Functions are tools that agents can use to perform specific tasks. They can:

  • Return string values
  • Update context variables
  • Initiate handoffs to other agents

2.4 Context Variables

Additional data that can be passed to and updated by agents and functions throughout the conversation.

3. Architecture

graph TD
    User[User] -->|Interacts with| Swarm[Swarm Client]
    Swarm -->|Manages| Agent1[Agent 1]
    Swarm -->|Manages| Agent2[Agent 2]
    Swarm -->|Manages| AgentN[Agent N]
    Agent1 -->|Executes| Functions1[Functions]
    Agent2 -->|Executes| Functions2[Functions]
    AgentN -->|Executes| FunctionsN[Functions]
    Agent1 -->|Handoff| Agent2
    Agent2 -->|Handoff| AgentN
    AgentN -->|Handoff| Agent1
    Swarm -->|Uses| GPT4[GPT-4 Model]
    Swarm -->|Manages| CV[Context Variables]

4. Key Components

4.1 Swarm Client

The main interface for running conversations and managing agents.

from swarm import Swarm

client = Swarm()

client.run()

Core method for executing conversations:

  1. Get a completion from the current Agent
  2. Execute tool calls and append results
  3. Switch Agent if necessary
  4. Update context variables, if necessary
  5. If no new function calls, return

Arguments:

  • agent: The initial agent to be called (required)
  • messages: List of message objects (required)
  • context_variables: Dictionary of additional context variables
  • max_turns: Maximum number of conversational turns allowed
  • model_override: Optional string to override the agent’s model
  • execute_tools: If False, interrupts execution on function calls
  • stream: Enables streaming responses if True
  • debug: Enables debug logging if True

Returns a Response object containing:

  • messages: List of generated message objects
  • agent: The last agent to handle a message
  • context_variables: Updated context variables

4.2 Agent

Represents a specific capability or persona in the system.

Fields:

  • name: Name of the agent
  • model: The model to be used (default: “gpt-4o”)
  • instructions: String or function returning instructions
  • functions: List of callable functions
  • tool_choice: The tool choice for the agent, if any

4.3 Functions

Python functions that agents can call. They should:

  • Usually return a string
  • Can return an Agent for handoffs
  • Can access context variables if defined as a parameter

4.4 Handoffs

Implemented by returning an Agent object from a function.

4.5 Context Variables

A dictionary of data accessible to agents and functions, which can be updated throughout the conversation.

5. Function Schemas

Swarm automatically converts Python functions into JSON schemas for the Chat Completions API:

  • Docstrings become function descriptions
  • Parameters without defaults are set as required
  • Type hints are mapped to parameter types

6. Streaming

Swarm supports streaming responses, similar to the Chat Completions API, with additional event types:

  • {"delim":"start"} and {"delim":"end"} to signal agent handling
  • {"response": Response} returning the complete Response object

7. Evaluation

While Swarm doesn’t provide built-in evaluation tools, it encourages developers to implement their own evaluation suites. Examples are provided in the airlineweather_agent, and triage_agent quickstart examples.

8. Utilities

Swarm includes a run_demo_loop function for testing swarms via a command-line REPL interface.
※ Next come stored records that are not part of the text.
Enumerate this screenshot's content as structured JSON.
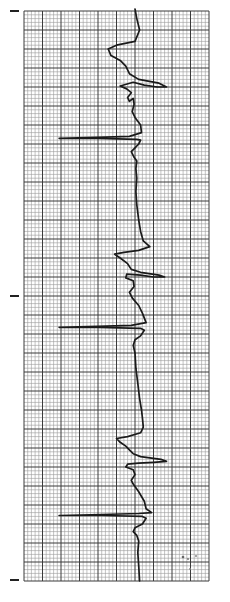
{
  "strip": {
    "title": "",
    "paper_color": "#ffffff",
    "grid_minor_color": "#9a9a9a",
    "grid_major_color": "#3a3a3a",
    "trace_color": "#1a1a1a",
    "orientation": "vertical",
    "minor_per_major": 5,
    "major_cols": 10,
    "major_rows": 30
  },
  "trace": {
    "description": "ECG waveform drawn along grid paper; x = horizontal deflection in major grid units (0-10), y = position along strip in major grid units (0-30)",
    "points": [
      [
        6.0,
        0.0
      ],
      [
        6.1,
        0.4
      ],
      [
        6.25,
        1.0
      ],
      [
        6.0,
        1.6
      ],
      [
        5.0,
        1.8
      ],
      [
        4.55,
        2.0
      ],
      [
        4.7,
        2.35
      ],
      [
        5.2,
        2.6
      ],
      [
        5.5,
        2.9
      ],
      [
        5.7,
        3.3
      ],
      [
        6.2,
        3.6
      ],
      [
        7.3,
        3.8
      ],
      [
        7.7,
        4.0
      ],
      [
        7.2,
        4.0
      ],
      [
        6.5,
        3.9
      ],
      [
        5.9,
        3.75
      ],
      [
        5.2,
        3.95
      ],
      [
        5.55,
        4.1
      ],
      [
        5.8,
        4.3
      ],
      [
        5.6,
        4.55
      ],
      [
        5.7,
        4.75
      ],
      [
        5.9,
        4.6
      ],
      [
        5.95,
        4.9
      ],
      [
        5.85,
        5.3
      ],
      [
        6.0,
        5.6
      ],
      [
        6.3,
        6.0
      ],
      [
        6.35,
        6.4
      ],
      [
        5.7,
        6.6
      ],
      [
        4.0,
        6.65
      ],
      [
        1.9,
        6.7
      ],
      [
        4.0,
        6.7
      ],
      [
        6.1,
        6.75
      ],
      [
        6.3,
        6.8
      ],
      [
        6.2,
        7.0
      ],
      [
        6.0,
        7.2
      ],
      [
        5.8,
        7.4
      ],
      [
        5.95,
        7.7
      ],
      [
        6.1,
        7.9
      ],
      [
        6.05,
        8.3
      ],
      [
        6.1,
        8.8
      ],
      [
        6.05,
        9.5
      ],
      [
        6.1,
        10.2
      ],
      [
        6.2,
        11.0
      ],
      [
        6.3,
        11.6
      ],
      [
        6.45,
        12.1
      ],
      [
        6.8,
        12.4
      ],
      [
        6.2,
        12.6
      ],
      [
        5.4,
        12.7
      ],
      [
        4.9,
        12.8
      ],
      [
        5.2,
        13.0
      ],
      [
        5.6,
        13.3
      ],
      [
        5.8,
        13.6
      ],
      [
        6.3,
        13.75
      ],
      [
        7.3,
        13.9
      ],
      [
        7.6,
        14.0
      ],
      [
        7.0,
        14.0
      ],
      [
        6.3,
        13.9
      ],
      [
        5.55,
        13.85
      ],
      [
        5.5,
        14.05
      ],
      [
        5.9,
        14.2
      ],
      [
        5.95,
        14.5
      ],
      [
        5.7,
        14.8
      ],
      [
        5.85,
        15.1
      ],
      [
        6.2,
        15.5
      ],
      [
        6.4,
        15.9
      ],
      [
        6.6,
        16.4
      ],
      [
        5.8,
        16.55
      ],
      [
        4.0,
        16.6
      ],
      [
        1.9,
        16.65
      ],
      [
        4.0,
        16.65
      ],
      [
        6.3,
        16.7
      ],
      [
        6.5,
        16.8
      ],
      [
        6.3,
        17.1
      ],
      [
        6.0,
        17.3
      ],
      [
        5.9,
        17.6
      ],
      [
        6.0,
        18.0
      ],
      [
        6.05,
        18.8
      ],
      [
        6.15,
        19.6
      ],
      [
        6.25,
        20.4
      ],
      [
        6.35,
        21.0
      ],
      [
        6.4,
        21.4
      ],
      [
        6.45,
        21.9
      ],
      [
        6.3,
        22.2
      ],
      [
        5.6,
        22.4
      ],
      [
        5.0,
        22.5
      ],
      [
        5.2,
        22.7
      ],
      [
        5.5,
        22.9
      ],
      [
        5.7,
        23.1
      ],
      [
        5.9,
        23.3
      ],
      [
        6.3,
        23.45
      ],
      [
        7.4,
        23.6
      ],
      [
        7.7,
        23.7
      ],
      [
        7.0,
        23.75
      ],
      [
        6.2,
        23.8
      ],
      [
        5.6,
        23.85
      ],
      [
        5.5,
        24.0
      ],
      [
        5.9,
        24.15
      ],
      [
        6.0,
        24.4
      ],
      [
        5.8,
        24.7
      ],
      [
        5.9,
        24.9
      ],
      [
        6.2,
        25.3
      ],
      [
        6.5,
        25.8
      ],
      [
        6.6,
        26.2
      ],
      [
        6.9,
        26.4
      ],
      [
        6.2,
        26.45
      ],
      [
        4.2,
        26.5
      ],
      [
        1.9,
        26.55
      ],
      [
        4.2,
        26.55
      ],
      [
        6.4,
        26.6
      ],
      [
        6.6,
        26.7
      ],
      [
        6.4,
        27.0
      ],
      [
        6.0,
        27.2
      ],
      [
        5.9,
        27.4
      ],
      [
        6.1,
        27.6
      ],
      [
        6.2,
        27.9
      ],
      [
        6.15,
        28.5
      ],
      [
        6.2,
        29.2
      ],
      [
        6.25,
        30.0
      ]
    ]
  },
  "markers": [
    {
      "name": "calibration-mark-top"
    },
    {
      "name": "calibration-mark-middle"
    },
    {
      "name": "calibration-mark-bottom"
    }
  ],
  "annotation": {
    "text": "",
    "note": "faint illegible handwritten marks near lower-right corner"
  }
}
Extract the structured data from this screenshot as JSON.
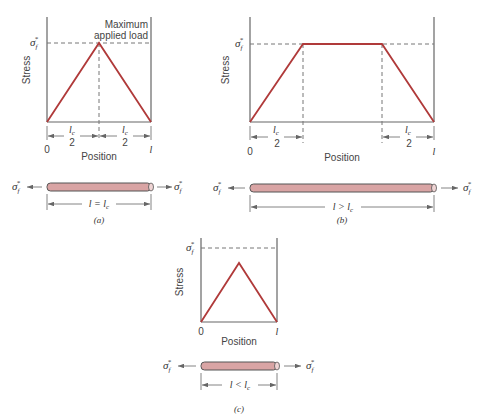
{
  "panels": {
    "a": {
      "caption": "(a)",
      "y_label": "Stress",
      "x_label": "Position",
      "sigma_label": "σ",
      "sigma_sub": "f",
      "sigma_sup": "*",
      "annotation_line1": "Maximum",
      "annotation_line2": "applied load",
      "tick_start": "0",
      "tick_end": "l",
      "half_len_num": "l",
      "half_len_num_sub": "c",
      "half_len_den": "2",
      "fiber_relation": "l = l",
      "fiber_relation_sub": "c",
      "profile": "triangle reaching σf* at midpoint"
    },
    "b": {
      "caption": "(b)",
      "y_label": "Stress",
      "x_label": "Position",
      "sigma_label": "σ",
      "sigma_sub": "f",
      "sigma_sup": "*",
      "tick_start": "0",
      "tick_end": "l",
      "half_len_num": "l",
      "half_len_num_sub": "c",
      "half_len_den": "2",
      "fiber_relation": "l > l",
      "fiber_relation_sub": "c",
      "profile": "trapezoid with plateau at σf*"
    },
    "c": {
      "caption": "(c)",
      "y_label": "Stress",
      "x_label": "Position",
      "sigma_label": "σ",
      "sigma_sub": "f",
      "sigma_sup": "*",
      "tick_start": "0",
      "tick_end": "l",
      "fiber_relation": "l < l",
      "fiber_relation_sub": "c",
      "profile": "triangle peaking below σf*"
    }
  },
  "colors": {
    "curve": "#b03a3a",
    "fiber_fill": "#d9a4a4",
    "axis": "#666666"
  }
}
from swarm.repl import run_demo_loop

run_demo_loop(agent, stream=True)

9. Advantages

  1. Flexibility: Easily adapt to various conversation flows
  2. Specialization: Agents can be optimized for specific tasks
  3. Scalability: New agents and functions can be added as needed
  4. Lightweight: Minimal overhead in implementation
  5. Educational: Provides insights into multi-agent system design

10. Limitations

  1. Experimental: Not intended for production use
  2. No Built-in State Management: Stateless between calls, unlike the Assistants API
  3. Limited Official Support: As an educational tool, it doesn’t receive the same level of support as production APIs

By leveraging Swarm’s primitives of Agents and handoffs, developers can create flexible and powerful multi-agent systems for various applications while maintaining a simple and intuitive interface.